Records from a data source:
**********

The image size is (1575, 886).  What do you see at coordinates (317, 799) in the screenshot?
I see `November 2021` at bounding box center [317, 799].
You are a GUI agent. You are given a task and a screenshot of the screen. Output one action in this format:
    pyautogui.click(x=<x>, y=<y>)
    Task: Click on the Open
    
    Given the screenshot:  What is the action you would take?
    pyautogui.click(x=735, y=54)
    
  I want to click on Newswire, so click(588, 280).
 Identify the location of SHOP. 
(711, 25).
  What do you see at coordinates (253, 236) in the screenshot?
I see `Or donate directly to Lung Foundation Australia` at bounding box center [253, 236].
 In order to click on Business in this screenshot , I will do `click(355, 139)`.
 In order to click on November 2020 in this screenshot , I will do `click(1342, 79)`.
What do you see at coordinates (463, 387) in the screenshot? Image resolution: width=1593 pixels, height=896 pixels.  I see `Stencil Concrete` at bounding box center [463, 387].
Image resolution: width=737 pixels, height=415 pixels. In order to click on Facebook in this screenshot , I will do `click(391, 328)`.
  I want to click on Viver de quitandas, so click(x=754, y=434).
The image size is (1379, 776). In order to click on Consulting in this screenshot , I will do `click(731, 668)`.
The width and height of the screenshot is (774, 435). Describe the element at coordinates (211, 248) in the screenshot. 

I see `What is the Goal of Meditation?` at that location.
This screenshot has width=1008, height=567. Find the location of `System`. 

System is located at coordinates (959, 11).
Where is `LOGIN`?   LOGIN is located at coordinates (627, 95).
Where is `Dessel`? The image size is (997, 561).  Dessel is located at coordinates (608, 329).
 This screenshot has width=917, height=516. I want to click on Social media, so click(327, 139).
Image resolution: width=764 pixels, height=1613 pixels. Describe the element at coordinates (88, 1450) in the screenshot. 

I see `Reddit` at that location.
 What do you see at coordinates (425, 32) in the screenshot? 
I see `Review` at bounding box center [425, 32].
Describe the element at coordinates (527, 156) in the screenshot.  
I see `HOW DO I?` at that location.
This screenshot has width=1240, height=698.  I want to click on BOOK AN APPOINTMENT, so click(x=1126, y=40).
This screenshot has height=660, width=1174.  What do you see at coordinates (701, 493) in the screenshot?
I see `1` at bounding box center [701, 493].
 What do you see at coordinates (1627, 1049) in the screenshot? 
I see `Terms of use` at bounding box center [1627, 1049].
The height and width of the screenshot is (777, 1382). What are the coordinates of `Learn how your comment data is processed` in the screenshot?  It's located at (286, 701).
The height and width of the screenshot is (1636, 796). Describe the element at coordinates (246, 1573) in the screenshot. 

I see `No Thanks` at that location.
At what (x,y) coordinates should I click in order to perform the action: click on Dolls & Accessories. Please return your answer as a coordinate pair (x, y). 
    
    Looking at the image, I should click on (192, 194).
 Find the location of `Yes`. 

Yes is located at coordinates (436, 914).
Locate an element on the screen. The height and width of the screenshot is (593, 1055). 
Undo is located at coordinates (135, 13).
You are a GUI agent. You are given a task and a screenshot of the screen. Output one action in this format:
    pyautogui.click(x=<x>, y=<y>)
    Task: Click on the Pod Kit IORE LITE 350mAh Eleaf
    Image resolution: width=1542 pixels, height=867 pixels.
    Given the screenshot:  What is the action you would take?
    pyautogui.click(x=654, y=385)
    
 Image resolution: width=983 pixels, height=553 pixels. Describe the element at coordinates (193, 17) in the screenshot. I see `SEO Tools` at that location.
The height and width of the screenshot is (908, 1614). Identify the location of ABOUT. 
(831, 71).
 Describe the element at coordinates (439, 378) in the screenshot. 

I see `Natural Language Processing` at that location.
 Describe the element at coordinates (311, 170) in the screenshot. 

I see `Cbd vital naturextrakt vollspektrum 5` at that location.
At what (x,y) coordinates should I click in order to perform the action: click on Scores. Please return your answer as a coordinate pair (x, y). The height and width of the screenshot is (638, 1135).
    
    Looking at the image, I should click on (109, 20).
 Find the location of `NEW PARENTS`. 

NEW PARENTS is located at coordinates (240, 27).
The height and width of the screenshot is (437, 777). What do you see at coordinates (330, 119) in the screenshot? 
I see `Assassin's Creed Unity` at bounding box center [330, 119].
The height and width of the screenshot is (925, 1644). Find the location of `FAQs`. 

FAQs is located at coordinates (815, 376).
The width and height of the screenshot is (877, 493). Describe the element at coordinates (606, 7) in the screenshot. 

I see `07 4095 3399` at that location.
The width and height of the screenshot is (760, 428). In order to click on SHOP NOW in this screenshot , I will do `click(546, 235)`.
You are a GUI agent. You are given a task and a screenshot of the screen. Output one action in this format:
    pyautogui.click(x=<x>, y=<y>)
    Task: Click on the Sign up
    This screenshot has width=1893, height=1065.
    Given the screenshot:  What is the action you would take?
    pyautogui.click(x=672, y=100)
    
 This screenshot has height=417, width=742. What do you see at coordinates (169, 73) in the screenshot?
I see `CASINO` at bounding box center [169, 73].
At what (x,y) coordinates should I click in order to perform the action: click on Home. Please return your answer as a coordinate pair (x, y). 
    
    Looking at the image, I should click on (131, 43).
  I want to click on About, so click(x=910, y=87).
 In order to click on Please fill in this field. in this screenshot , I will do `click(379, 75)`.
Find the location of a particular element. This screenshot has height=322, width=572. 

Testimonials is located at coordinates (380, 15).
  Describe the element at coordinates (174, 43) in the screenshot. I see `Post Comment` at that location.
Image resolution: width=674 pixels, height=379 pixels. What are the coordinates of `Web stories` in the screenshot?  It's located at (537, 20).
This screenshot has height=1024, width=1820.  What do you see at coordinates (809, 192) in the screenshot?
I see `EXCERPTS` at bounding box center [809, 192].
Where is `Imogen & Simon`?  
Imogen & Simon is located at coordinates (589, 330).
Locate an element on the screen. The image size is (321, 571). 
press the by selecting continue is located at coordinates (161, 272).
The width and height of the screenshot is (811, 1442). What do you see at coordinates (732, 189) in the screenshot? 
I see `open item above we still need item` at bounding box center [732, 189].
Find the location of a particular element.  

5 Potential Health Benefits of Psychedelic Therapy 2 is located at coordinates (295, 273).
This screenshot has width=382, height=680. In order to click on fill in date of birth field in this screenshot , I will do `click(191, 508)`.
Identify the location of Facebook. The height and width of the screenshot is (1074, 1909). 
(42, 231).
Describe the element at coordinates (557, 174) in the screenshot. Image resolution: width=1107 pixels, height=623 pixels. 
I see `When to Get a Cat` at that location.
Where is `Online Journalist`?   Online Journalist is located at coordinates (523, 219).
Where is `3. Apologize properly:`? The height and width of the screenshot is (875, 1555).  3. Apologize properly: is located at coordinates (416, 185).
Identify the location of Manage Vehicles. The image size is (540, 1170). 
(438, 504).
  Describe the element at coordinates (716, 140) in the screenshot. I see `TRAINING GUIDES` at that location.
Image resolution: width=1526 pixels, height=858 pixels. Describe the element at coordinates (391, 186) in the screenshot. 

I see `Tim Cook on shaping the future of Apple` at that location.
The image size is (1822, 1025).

**********

All records are to be written out exactly.

The image size is (1575, 886).  What do you see at coordinates (317, 799) in the screenshot?
I see `November 2021` at bounding box center [317, 799].
You are a GUI agent. You are given a task and a screenshot of the screen. Output one action in this format:
    pyautogui.click(x=<x>, y=<y>)
    Task: Click on the Open
    
    Given the screenshot:  What is the action you would take?
    pyautogui.click(x=735, y=54)
    
  I want to click on Newswire, so click(588, 280).
 Identify the location of SHOP. 
(711, 25).
  What do you see at coordinates (253, 236) in the screenshot?
I see `Or donate directly to Lung Foundation Australia` at bounding box center [253, 236].
 In order to click on Business in this screenshot , I will do `click(355, 139)`.
 In order to click on November 2020 in this screenshot , I will do `click(1342, 79)`.
What do you see at coordinates (463, 387) in the screenshot? Image resolution: width=1593 pixels, height=896 pixels.  I see `Stencil Concrete` at bounding box center [463, 387].
Image resolution: width=737 pixels, height=415 pixels. In order to click on Facebook in this screenshot , I will do `click(391, 328)`.
  I want to click on Viver de quitandas, so click(x=754, y=434).
The image size is (1379, 776). In order to click on Consulting in this screenshot , I will do `click(731, 668)`.
The width and height of the screenshot is (774, 435). Describe the element at coordinates (211, 248) in the screenshot. 

I see `What is the Goal of Meditation?` at that location.
This screenshot has width=1008, height=567. Find the location of `System`. 

System is located at coordinates (959, 11).
Where is `LOGIN`?   LOGIN is located at coordinates (627, 95).
Where is `Dessel`? The image size is (997, 561).  Dessel is located at coordinates (608, 329).
 This screenshot has width=917, height=516. I want to click on Social media, so click(327, 139).
Image resolution: width=764 pixels, height=1613 pixels. Describe the element at coordinates (88, 1450) in the screenshot. 

I see `Reddit` at that location.
 What do you see at coordinates (425, 32) in the screenshot? 
I see `Review` at bounding box center [425, 32].
Describe the element at coordinates (527, 156) in the screenshot.  
I see `HOW DO I?` at that location.
This screenshot has width=1240, height=698.  I want to click on BOOK AN APPOINTMENT, so click(x=1126, y=40).
This screenshot has height=660, width=1174.  What do you see at coordinates (701, 493) in the screenshot?
I see `1` at bounding box center [701, 493].
 What do you see at coordinates (1627, 1049) in the screenshot? 
I see `Terms of use` at bounding box center [1627, 1049].
The height and width of the screenshot is (777, 1382). What are the coordinates of `Learn how your comment data is processed` in the screenshot?  It's located at (286, 701).
The height and width of the screenshot is (1636, 796). Describe the element at coordinates (246, 1573) in the screenshot. 

I see `No Thanks` at that location.
At what (x,y) coordinates should I click in order to perform the action: click on Dolls & Accessories. Please return your answer as a coordinate pair (x, y). 
    
    Looking at the image, I should click on (192, 194).
 Find the location of `Yes`. 

Yes is located at coordinates (436, 914).
Locate an element on the screen. The height and width of the screenshot is (593, 1055). 
Undo is located at coordinates (135, 13).
You are a GUI agent. You are given a task and a screenshot of the screen. Output one action in this format:
    pyautogui.click(x=<x>, y=<y>)
    Task: Click on the Pod Kit IORE LITE 350mAh Eleaf
    Image resolution: width=1542 pixels, height=867 pixels.
    Given the screenshot:  What is the action you would take?
    pyautogui.click(x=654, y=385)
    
 Image resolution: width=983 pixels, height=553 pixels. Describe the element at coordinates (193, 17) in the screenshot. I see `SEO Tools` at that location.
The height and width of the screenshot is (908, 1614). Identify the location of ABOUT. 
(831, 71).
 Describe the element at coordinates (439, 378) in the screenshot. 

I see `Natural Language Processing` at that location.
 Describe the element at coordinates (311, 170) in the screenshot. 

I see `Cbd vital naturextrakt vollspektrum 5` at that location.
At what (x,y) coordinates should I click in order to perform the action: click on Scores. Please return your answer as a coordinate pair (x, y). The height and width of the screenshot is (638, 1135).
    
    Looking at the image, I should click on (109, 20).
 Find the location of `NEW PARENTS`. 

NEW PARENTS is located at coordinates (240, 27).
The height and width of the screenshot is (437, 777). What do you see at coordinates (330, 119) in the screenshot? 
I see `Assassin's Creed Unity` at bounding box center [330, 119].
The height and width of the screenshot is (925, 1644). Find the location of `FAQs`. 

FAQs is located at coordinates (815, 376).
The width and height of the screenshot is (877, 493). Describe the element at coordinates (606, 7) in the screenshot. 

I see `07 4095 3399` at that location.
The width and height of the screenshot is (760, 428). In order to click on SHOP NOW in this screenshot , I will do `click(546, 235)`.
You are a GUI agent. You are given a task and a screenshot of the screen. Output one action in this format:
    pyautogui.click(x=<x>, y=<y>)
    Task: Click on the Sign up
    This screenshot has width=1893, height=1065.
    Given the screenshot:  What is the action you would take?
    pyautogui.click(x=672, y=100)
    
 This screenshot has height=417, width=742. What do you see at coordinates (169, 73) in the screenshot?
I see `CASINO` at bounding box center [169, 73].
At what (x,y) coordinates should I click in order to perform the action: click on Home. Please return your answer as a coordinate pair (x, y). 
    
    Looking at the image, I should click on (131, 43).
  I want to click on About, so click(x=910, y=87).
 In order to click on Please fill in this field. in this screenshot , I will do `click(379, 75)`.
Find the location of a particular element. This screenshot has height=322, width=572. 

Testimonials is located at coordinates (380, 15).
  Describe the element at coordinates (174, 43) in the screenshot. I see `Post Comment` at that location.
Image resolution: width=674 pixels, height=379 pixels. What are the coordinates of `Web stories` in the screenshot?  It's located at (537, 20).
This screenshot has height=1024, width=1820.  What do you see at coordinates (809, 192) in the screenshot?
I see `EXCERPTS` at bounding box center [809, 192].
Where is `Imogen & Simon`?  
Imogen & Simon is located at coordinates (589, 330).
Locate an element on the screen. The image size is (321, 571). 
press the by selecting continue is located at coordinates (161, 272).
The width and height of the screenshot is (811, 1442). What do you see at coordinates (732, 189) in the screenshot? 
I see `open item above we still need item` at bounding box center [732, 189].
Find the location of a particular element.  

5 Potential Health Benefits of Psychedelic Therapy 2 is located at coordinates (295, 273).
This screenshot has width=382, height=680. In order to click on fill in date of birth field in this screenshot , I will do `click(191, 508)`.
Identify the location of Facebook. The height and width of the screenshot is (1074, 1909). 
(42, 231).
Describe the element at coordinates (557, 174) in the screenshot. Image resolution: width=1107 pixels, height=623 pixels. 
I see `When to Get a Cat` at that location.
Where is `Online Journalist`?   Online Journalist is located at coordinates (523, 219).
Where is `3. Apologize properly:`? The height and width of the screenshot is (875, 1555).  3. Apologize properly: is located at coordinates (416, 185).
Identify the location of Manage Vehicles. The image size is (540, 1170). 
(438, 504).
  Describe the element at coordinates (716, 140) in the screenshot. I see `TRAINING GUIDES` at that location.
Image resolution: width=1526 pixels, height=858 pixels. Describe the element at coordinates (391, 186) in the screenshot. 

I see `Tim Cook on shaping the future of Apple` at that location.
The image size is (1822, 1025).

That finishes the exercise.